Earlier this year my partner and I drove to the remote desert town of Calexico, Calif., to visit a detained Honduran migrant (who I will call “Pedro” here).
Pedro had just turned 18, a boy really, and he hadn’t had a single visitor since he’d turned himself in at the border seeking asylum several months before. We’d been asked to visit by his boyfriend, another Honduran migrant living in Salt Lake City, who was working tirelessly to get him released.
The Imperial Regional Detention Facility is located along a dusty road in the Imperial Valley. The barbed wire fencing looked strange and imposing amongst the irrigated fields. We entered through two steel gates and metal detectors, then we sat to wait for the visitation. That’s when we saw a familiar face.
Right there on the wall of the detention facility was a portrait of one of Utah’s most prominent progressives: Jane Marquardt.
Jane Marquardt is well known for, as her website states, serving “on many community boards in the areas of education, legal services delivery, and civil rights,” and for being “a voice for the LGBTQ movement in Utah.”
But Jane Marquardt is also the vice chair of Management and Training Corporation (MTC), a for-profit prison company that operates 22 “correctional facilities” throughout the United States, including the Imperial Regional Detention Facility where Pedro was being held. Her brother, Bob Marquardt, is the president and CEO of MTC and serves on the boards of the Utah System of Higher Education and Rowland Hall.
Though my partner and I were amazed and a little bit disturbed to see her smiling face in such a horrific setting, there was no time to process the irony before the visit began.
We saw a teenager walking hesitantly towards us with a shy smile.

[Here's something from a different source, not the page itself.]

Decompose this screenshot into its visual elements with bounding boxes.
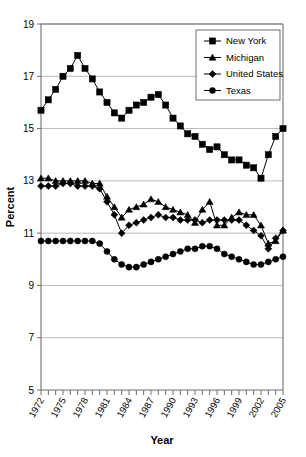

We sat with Pedro and discussed his boyfriend, family and legal case. He told us he was very depressed, but trying to keep hope. Hope that he would get out and be with his love, that he would not be sent back to the homophobic violence and gangs in Honduras.
Before we left we were able to give Pedro a hug. He hadn’t hugged anyone in a long time, and we all came away from the embrace in tears. It broke our hearts to leave this boy, whose only crime was wanting to live, in a prison where he wouldn’t have access to a lawyer, free phone calls or visitation from loved ones.
We didn’t know it then, but we wouldn’t see Pedro again. He was deported just a few weeks later.
It was clear to us, as it should be clear to anyone reading the news these days, that these detention facilities are cruel, unnecessary and dangerous. Anyone should be ashamed to be associated with them. But the Marquardts are not.
When my partner and I were leaving the MTC facility we noticed an Orwellian sign near Jane Marquardt’s portrait that reminded employees to wear their “BIONIC” pins. BIONIC stands for “Believe It Or Not I Care.”
This superficial “I care” is the standard defense that the Marquardts and MTC give when asked how they can stomach making their fortunes imprisoning migrants, many of whom have not even been charged with a crime?
When a dozen protesters occupied MTC’s offices in Centerville a year ago, the company responded with a statement saying, “Our hearts go out to anyone separated from their family,” and, “that the detainees are treated with great care, respect and dignity.”
What exactly is the definition of “respect and dignity” when boys who’ve fled discrimination and violence are sitting in cages, isolated from loved ones and essential resources?
How can Jane Marquardt be a “a voice for the LGBTQ movement in Utah” when gay and transgender detainees at the MTC-run Otero County Processing Center in New Mexico face what lawyers called “rampant sexual harassment, discrimination and abuse”?
MTC is a Utah company. Jane and Bob Marquardt are prominent members of our community. As so many of us see the atrocities occurring on the border and ask ourselves, “what can I do,” here we have an answer:
We can make it clear that MTC and the Marquardt’s prison-for-profit schemes are not our values. Institutions should refuse these actors’ charitable donations, remove them from their boards and put all possible pressure on them to change their business model to one that does not profit off the suffering of human beings.
You can learn more and sign a petition at shutdownmtc.org.
Easton Smith, is a writer and community organizer in Salt Lake City.